Tea was brewed and tea was enjoyed, and Dirk sat across from Roger, listening to stories of Arthur’s long and fascinating life. He learned about their camping trips, and Arthur’s tinkering successes, and about all the insane and, occasionally, near lethal laboratory accidents. By Saturday noon, Dirk felt like he had known Arthur too.

“Gracious me!” Roger exclaimed, glancing at his wrist watch. “I have student hours at half past. Twenty years I’ve had the same hours and I keep forgetting.”

“Should I wait for you?” Dirk asked.

“If you can, yes.” He hurried to make at least an approximate attempt at tidying up the place. “We can go back to searching after.”

“Oh, one last thing,” Dirk said, raising his arm like a diligent student, “I saw some cats on my way to the institute. Do you know of any cats acting strangely around here?”

“Is it important?” professor Daly asked, still not entirely accustomed to Dirk’s methods.

Dirk nodded with a slight corner-of-the-lips smile.

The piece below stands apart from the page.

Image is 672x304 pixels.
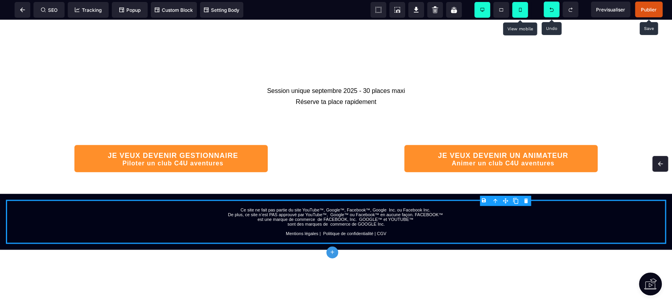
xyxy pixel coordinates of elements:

“There are cats.” Professor shrugged. “One of them, a black, fluffy fella, friendly, used to come to my lecture hall a lot, but I’m afraid I’ve violated its trust. Used one too many in a demonstration of Schroedinger’s superposition experiment. Without the actual poison, of course. Now I use a toy cat instead.”

“Nothing strange then?” Dirk repeated.

“Well how would I know.” Professor chuckled. “Isn’t it a common cat trait, to act in a strange ways?”

Dirk could not find it in himself to disagree.